Excerpted data:
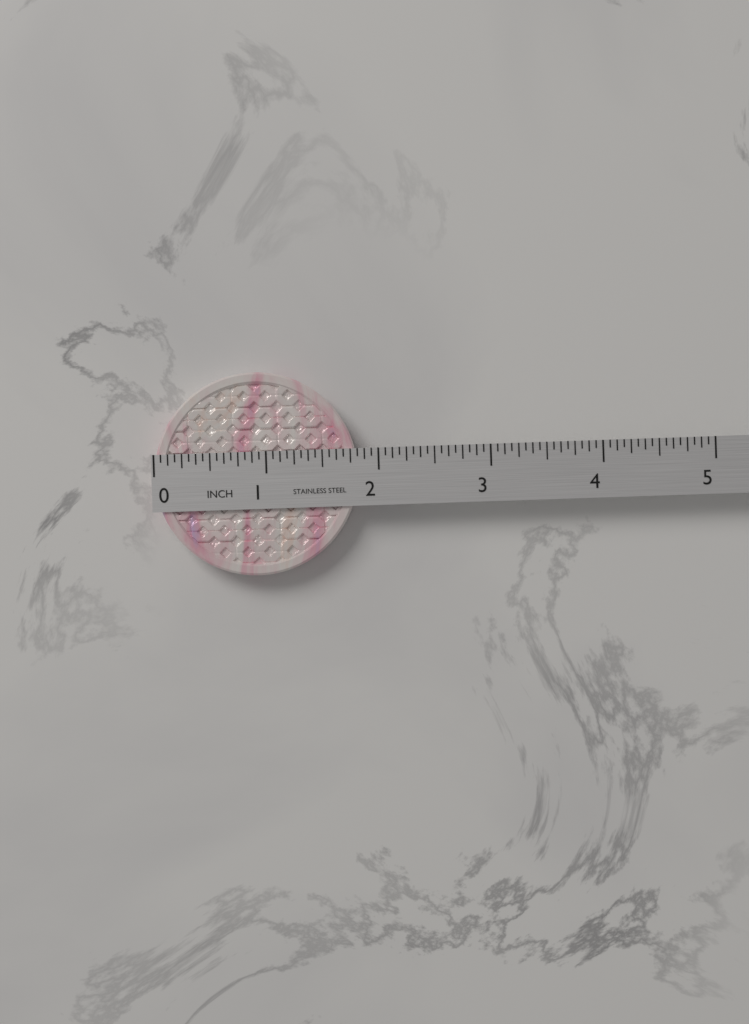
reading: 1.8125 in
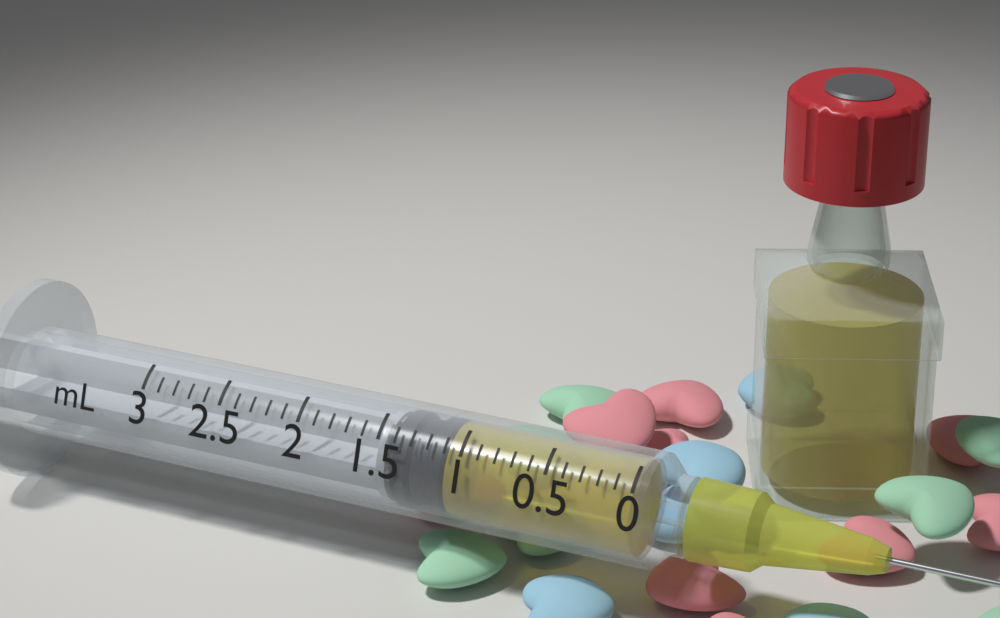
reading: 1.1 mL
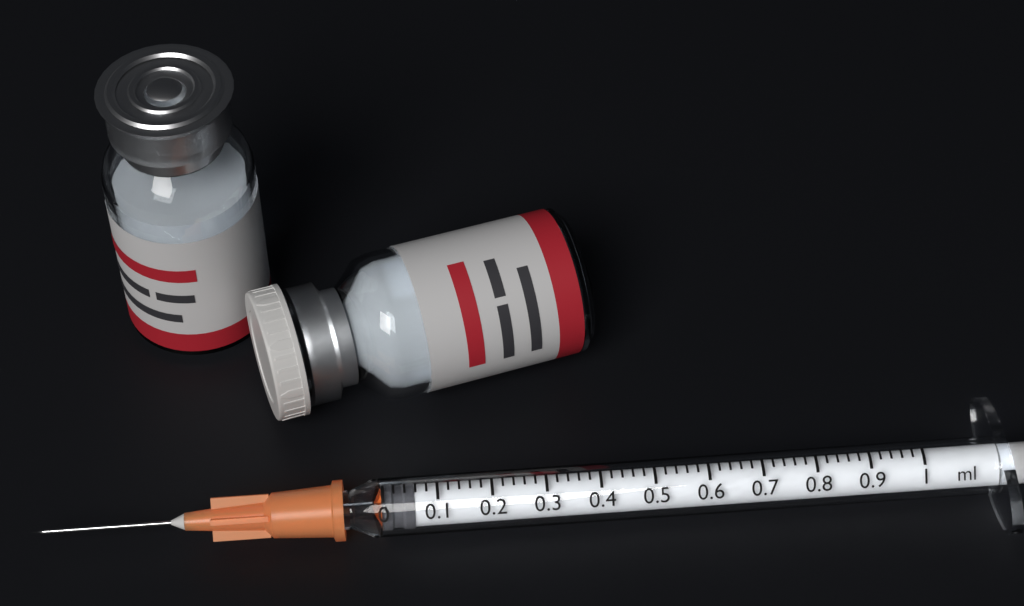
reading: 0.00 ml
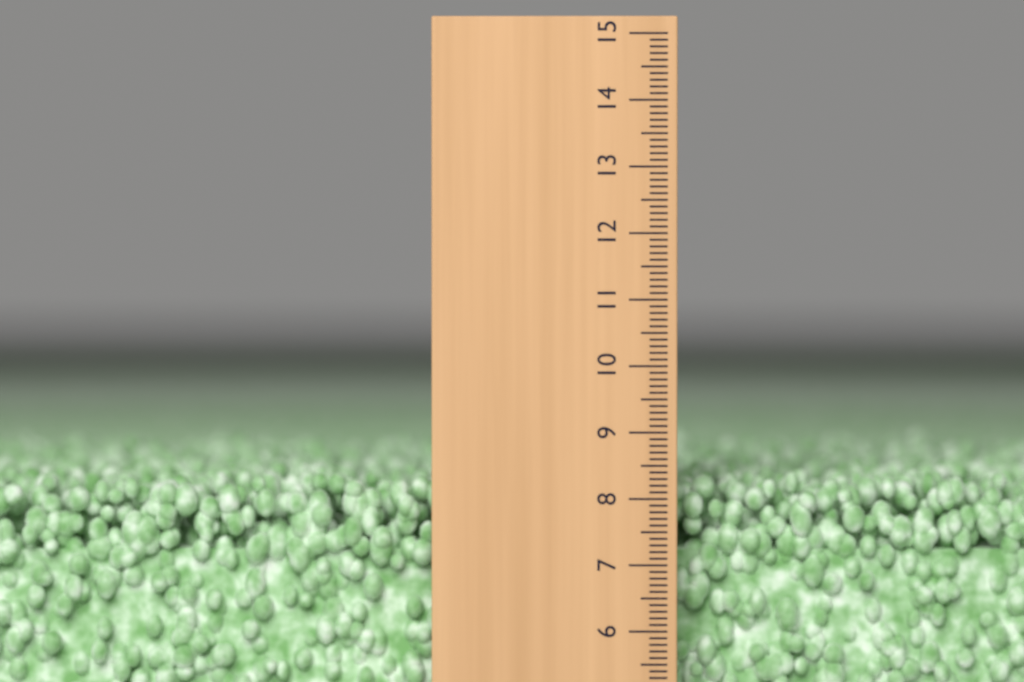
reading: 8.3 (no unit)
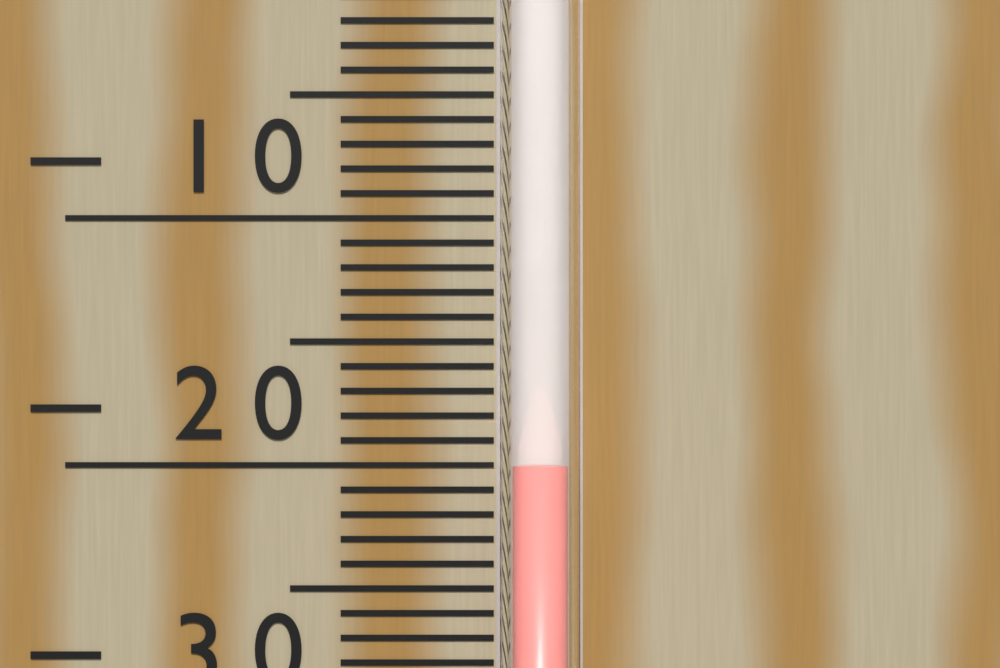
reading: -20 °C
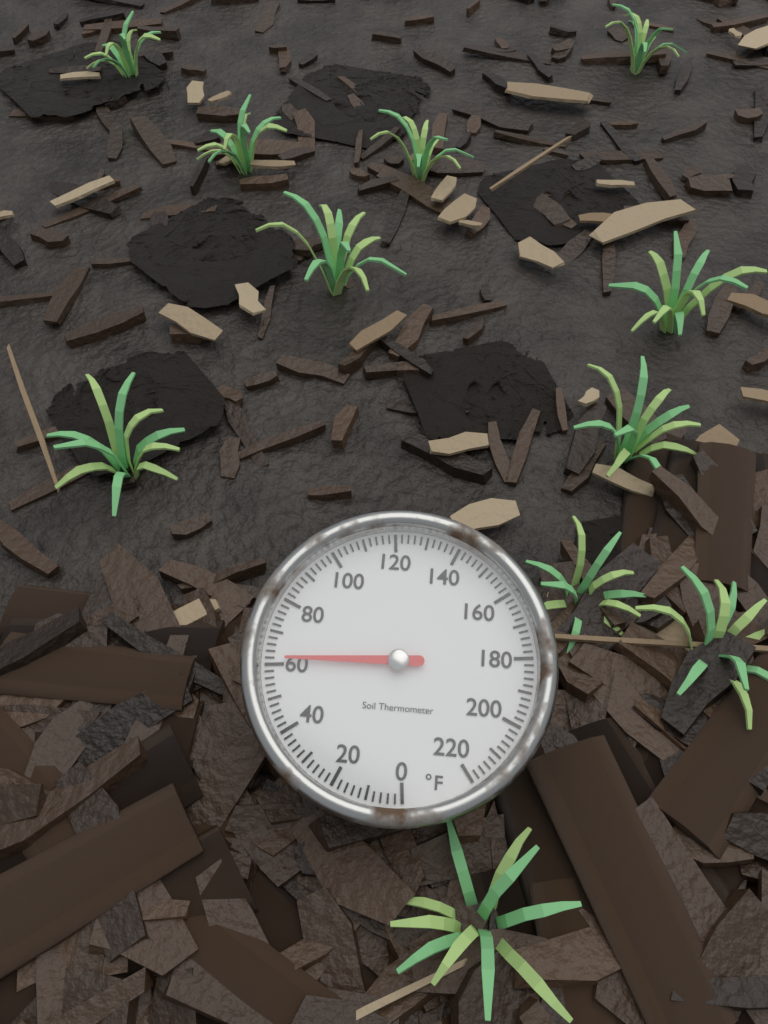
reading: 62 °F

Required work: For each record above, write it out exactly and omit any picture.

Task answer:
reading: 1.8125 in
reading: 1.1 mL
reading: 0.00 ml
reading: 8.3 (no unit)
reading: -20 °C
reading: 62 °F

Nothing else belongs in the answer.